Ten advances that will change our world in the next decade
WHAT if you could predict which technologies would go mainstream in the next 10 years? Would that give your business an edge in identifying vanishing and emerging industry sectors and segments?
It may well do, but it wouldn’t be because you know more than anyone else. In reality, all it takes is to join the dots from the technologies that are already being proved, demonstrated or prototyped, through to the time it is likely to take for these to reach the mainstream.
Asked to give a lecture at the University of the Witwatersrand this week on the technology trends shaping the next 10 years, I reached not for a crystal ball but for the public statements of major corporations, recent product demonstrations and consumer behaviour and preferences.
The obvious as well as not-soobvious technologies coming to the mainstream globally follow a fairly predictable timeline:
2017: Virtual reality and augmented reality. Google’s do-ityourself VR kit, Cardboard, is being mass-produced cheaply and given away at expos. Augmented reality is working its way into factories, universities and hospitals.
2018: Robots in restaurants. They already take orders and payments in Japan and China, and are about to invade the kitchen.
2019: Artificial intelligence bankers. In South Africa, it will be more about security than advice, but robo-advisers will be rolled out by most major international banks over the next three years.
2020: Self-driving cars. Almost a dozen manufacturers have projected it as the year they will start producing autonomous vehicles for the mass market. Entire industries, from insurance to chip-makers, will reinvent themselves. Regulators will be the last to wake up.
2021: Health technology changes the focus of medicine and caring. Medical insurance will require active monitoring of at-risk patients, for example through chips injected into the bloodstream, giving early warning of medical emergencies, transmitted from the body to the user’s phone and from there to medical specialists.
2022: The smart home. The fragmented industries of home automation, solar energy and virtual assistants will begin to coalesce — for those who can afford it — into homes that take on some of the roles of cooking, cleaning, childcare, maintenance and energy management. Electricians will be on call 24/7.
2023: Virtual devices. The smartphone, computer and other devices that depend on a processor and screen display will disappear, as virtual interfaces become cheaper, more flexible and standardised. Sony and Lenovo are releasing early iterations of such technology.
2024: The school of tomorrow arrives. The classroom may not evolve from the Victorian style designed for the industrial age, but teaching will. The penny will finally drop that we need to teach creativity, problem-solving and collaboration skills, rather than rote learning.
2025: The augmented policeman. Public safety officials will be equipped with augmented reality eyeware, automated drones using AI, and command centres using VR.
2026: Instant data. Researchers at Wits are exploring new ways of speeding up information transmission, ranging from packing 100 times more data into the same light stream to twisting laser beams so that information can be “teleported” instantly via light particles.
Many more major new technologies will arrive in-between, but you can count on these 10 to change the world of work and play in the next decade.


**What is being asked**
Using "Supplied" as the search string, find the matching lines below and copy them.

──────────

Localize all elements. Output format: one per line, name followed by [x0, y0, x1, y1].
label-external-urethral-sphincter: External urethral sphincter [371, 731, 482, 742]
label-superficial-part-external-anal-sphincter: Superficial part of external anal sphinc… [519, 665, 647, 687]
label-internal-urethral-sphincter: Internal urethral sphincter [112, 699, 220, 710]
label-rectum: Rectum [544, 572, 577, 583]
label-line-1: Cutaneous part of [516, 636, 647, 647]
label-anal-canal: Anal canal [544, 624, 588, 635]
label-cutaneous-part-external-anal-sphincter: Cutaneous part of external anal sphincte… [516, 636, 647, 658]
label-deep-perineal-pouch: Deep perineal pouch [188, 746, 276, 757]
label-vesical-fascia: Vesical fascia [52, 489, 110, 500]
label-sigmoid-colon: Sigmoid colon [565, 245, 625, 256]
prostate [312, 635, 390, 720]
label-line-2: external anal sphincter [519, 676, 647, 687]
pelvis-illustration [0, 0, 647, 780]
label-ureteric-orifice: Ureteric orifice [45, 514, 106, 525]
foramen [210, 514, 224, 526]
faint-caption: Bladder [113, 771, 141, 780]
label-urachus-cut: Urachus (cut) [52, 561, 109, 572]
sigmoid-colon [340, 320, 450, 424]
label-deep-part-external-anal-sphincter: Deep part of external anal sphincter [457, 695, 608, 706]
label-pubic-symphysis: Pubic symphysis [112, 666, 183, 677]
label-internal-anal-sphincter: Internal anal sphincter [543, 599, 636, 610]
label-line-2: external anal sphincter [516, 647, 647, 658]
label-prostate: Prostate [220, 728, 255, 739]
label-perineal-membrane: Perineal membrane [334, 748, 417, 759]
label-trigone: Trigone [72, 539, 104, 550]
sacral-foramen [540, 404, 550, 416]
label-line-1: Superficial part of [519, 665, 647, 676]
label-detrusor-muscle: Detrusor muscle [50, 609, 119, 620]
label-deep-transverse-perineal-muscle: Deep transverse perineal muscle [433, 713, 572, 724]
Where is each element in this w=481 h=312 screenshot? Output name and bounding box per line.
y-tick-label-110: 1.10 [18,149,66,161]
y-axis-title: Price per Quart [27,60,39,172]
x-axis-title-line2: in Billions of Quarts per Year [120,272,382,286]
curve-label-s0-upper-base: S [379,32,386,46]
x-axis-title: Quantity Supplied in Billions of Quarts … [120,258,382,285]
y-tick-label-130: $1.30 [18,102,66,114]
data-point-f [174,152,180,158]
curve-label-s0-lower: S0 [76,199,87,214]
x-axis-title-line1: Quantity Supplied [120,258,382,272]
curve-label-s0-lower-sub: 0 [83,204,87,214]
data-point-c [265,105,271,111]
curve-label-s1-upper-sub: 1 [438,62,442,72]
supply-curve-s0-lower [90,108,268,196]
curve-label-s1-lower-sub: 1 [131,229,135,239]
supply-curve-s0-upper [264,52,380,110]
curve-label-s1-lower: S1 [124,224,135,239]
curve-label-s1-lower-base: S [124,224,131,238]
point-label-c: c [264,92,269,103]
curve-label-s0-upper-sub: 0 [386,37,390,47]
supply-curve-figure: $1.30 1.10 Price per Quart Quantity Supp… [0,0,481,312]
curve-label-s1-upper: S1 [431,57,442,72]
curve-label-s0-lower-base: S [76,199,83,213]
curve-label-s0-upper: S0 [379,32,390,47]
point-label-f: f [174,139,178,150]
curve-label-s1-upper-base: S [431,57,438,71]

──────────

**Written response**
x-axis-title: Quantity Supplied in Billions of Quarts … [120,258,382,285]
x-axis-title-line1: Quantity Supplied [120,258,382,272]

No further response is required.